Cargo bikes are rebooting urban travel – and coming to a city near you

Some of the fractious debate over the UK’s low-traffic neighbourhoods could soon be rendered irrelevant by a new breed of bike

An article in The Times in 1894 warned of a calamity. If traffic congestion in England’s capital continued in line with current trends, it doomed, then “in 50 years, every street in London will be buried under nine feet of [horse] manure”. 

The story may well be apocryphal (no such article has come to light in the archives), but it’s often quoted as a reminder that predicting the future on the basis of past trends can leave us looking rather silly. 

It came to my mind during some of the heated debates that have convulsed London – including my home borough of Hackney – over the introduction of low-traffic neighbourhoods (LTNs). Depending on how you view it, this wave of road restrictions can be seen as either a robust response against the twin scourges that are climate change, poor air quality, and an undemocratic intervention which worsens congestion and hits the working-class people the hardest. 

LTNs were depicted by their opponents in a debate I attended. They were seen as part a gentrifying wave in which plumbers, van drivers and builders are being pushed aside. The posh cycling incomers don’t even need to have a tool heavier that the laptop in their man-bag. Ouch. 

In fact, despite the sound and fury of opponents, and some admittedly clumsy and inappropriate impositions of LTNs by councils, polls tend to show they have majority support – and these are backed up by local election results. Pollution levels have been reduced and traffic increases on main roads nearby have largely ceased to be a problem. 

Some argue that we should wait until electric vehicles (EVs), which will make pollution problems disappear, and then the case for LTNs will disappear. 

But it’s surely a failure of imagination to think that the only conceivable future for a liveable city is one where chunky metal boxes sit in gridlock. There were streets before cars and there will be more. 

Cargo bikes

Despite vocal opposition to the idea, polls show that most people support low traffic areas. Jack Fifield

There are a few straws in the wind as to what that future might look. It comes on three, sometimes four, wheels, but they’re not attached to a car. The humble electric cargo bicycle is poised for revolution in the way that cities look, sound and smell. Sales are on the rise: more than 100,000 bikes are now on the streets in Europe, and the number is expected to rise by 60% in the UK in the next year. Raleigh, the bicycle manufacturer, is betting big that they will grow 15 times in the next five years. 

And no surprise: a raft of new studies show that when it comes to deliveries, e-bikes have a host of advantages: they glide quickly through the city streets, able to deliver packages 60 per cent faster than their van equivalents, and they’re cleaner and quieter, too, saving around 90 per cent in carbon emissions. And of course, they cut congestion – a cargo bike uses a fraction of the road space of a typical delivery van. 

It’s surely a failure of imagination to think that the only conceivable future for a liveable city is one where chunky metal boxes sit in gridlock

This is just as well, given the surge in home deliveries brought about by the pandemic – which shows little sign of levelling off in a post-lockdown world. 

Cue a group of new initiatives, both large and small, that are aimed at promoting the e-alternative. Transport for London collaborates with Crossrail and HS2 companies to test cargo bikes for delivering tools and equipment. New schemes have been established in cities such as Coventry, Cambridge, Nottingham and Cambridge with government funding. Ludlow in Shropshire Islabikes has teamed up with the town’s sustainable transport group to offer free deliveries to local businesses. 

Cargo bikes

Meanwhile, cities from Manchester to Nijmegen in the Netherlands are exploring forms of ‘urban consolidation centres’: hubs on the edges of towns, where trucks can unload packages to be picked up by e-cargo bikes and small EVs for the final miles, so avoiding the need for heavy-polluting vehicles to roar down city streets in the first place.

This could just be the beginning of the delivery revolution. Already many workers, including plumbers, craftspeople, and DJs, are switching from heavy vans to lighter e-cargo bicycles. The coming years will surely spawn some innovative variations in ‘micro EVs’, offering greater carrying capacity, comfort and protection from the elements, suitable for all manner of urban uses, with a fraction of the impact on our streets in terms of pollution, noise and congestion.

Put all this together, and some of the fractious debate over LTNs could soon seem outdated – not least because swathes of the future city could be relatively low-traffic by default – in the sense of traffic in its current, problematic guise anyway. In short, we are at one those inflection points where past experience ceases to be a reliable guide to future. Three cheers for this.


▶ [Work to be completed]: Quote the lines from the line holding "Resolution: 1024x681. Locate" to the very end of the listing, exactly, and no others.

------------------------------------------------------------------------

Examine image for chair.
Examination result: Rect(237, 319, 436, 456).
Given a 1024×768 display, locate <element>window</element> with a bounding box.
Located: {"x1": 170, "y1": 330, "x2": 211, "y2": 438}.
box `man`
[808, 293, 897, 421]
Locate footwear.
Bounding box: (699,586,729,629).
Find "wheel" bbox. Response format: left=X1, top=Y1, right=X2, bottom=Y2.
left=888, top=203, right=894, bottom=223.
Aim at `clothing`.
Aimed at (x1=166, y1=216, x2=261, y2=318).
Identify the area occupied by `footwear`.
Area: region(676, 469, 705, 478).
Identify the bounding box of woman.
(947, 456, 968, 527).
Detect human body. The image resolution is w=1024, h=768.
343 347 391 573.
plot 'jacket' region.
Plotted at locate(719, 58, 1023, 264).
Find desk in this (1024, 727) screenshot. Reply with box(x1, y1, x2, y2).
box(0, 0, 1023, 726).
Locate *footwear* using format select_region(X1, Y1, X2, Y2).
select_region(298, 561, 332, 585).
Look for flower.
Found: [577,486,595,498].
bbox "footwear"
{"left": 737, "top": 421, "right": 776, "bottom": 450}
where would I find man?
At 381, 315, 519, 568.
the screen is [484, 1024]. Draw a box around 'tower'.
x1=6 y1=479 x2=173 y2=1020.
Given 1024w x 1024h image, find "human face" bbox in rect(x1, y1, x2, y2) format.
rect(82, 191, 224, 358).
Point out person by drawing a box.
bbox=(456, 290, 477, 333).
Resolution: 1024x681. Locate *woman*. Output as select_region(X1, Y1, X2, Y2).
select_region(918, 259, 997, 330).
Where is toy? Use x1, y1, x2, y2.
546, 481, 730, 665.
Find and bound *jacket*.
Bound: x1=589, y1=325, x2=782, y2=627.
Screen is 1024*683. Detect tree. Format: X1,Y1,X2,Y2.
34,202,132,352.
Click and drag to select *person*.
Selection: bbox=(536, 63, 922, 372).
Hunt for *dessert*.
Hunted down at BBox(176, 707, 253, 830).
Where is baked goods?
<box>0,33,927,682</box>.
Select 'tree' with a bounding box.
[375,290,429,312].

------------------------------------------------------------------------

▶ [Exercise response]:
Resolution: 1024x681. Locate *woman*. Output as select_region(X1, Y1, X2, Y2).
select_region(918, 259, 997, 330).
Where is toy? Use x1, y1, x2, y2.
546, 481, 730, 665.
Find and bound *jacket*.
Bound: x1=589, y1=325, x2=782, y2=627.
Screen is 1024*683. Detect tree. Format: X1,Y1,X2,Y2.
34,202,132,352.
Click and drag to select *person*.
Selection: bbox=(536, 63, 922, 372).
Hunt for *dessert*.
Hunted down at BBox(176, 707, 253, 830).
Where is baked goods?
<box>0,33,927,682</box>.
Select 'tree' with a bounding box.
[375,290,429,312].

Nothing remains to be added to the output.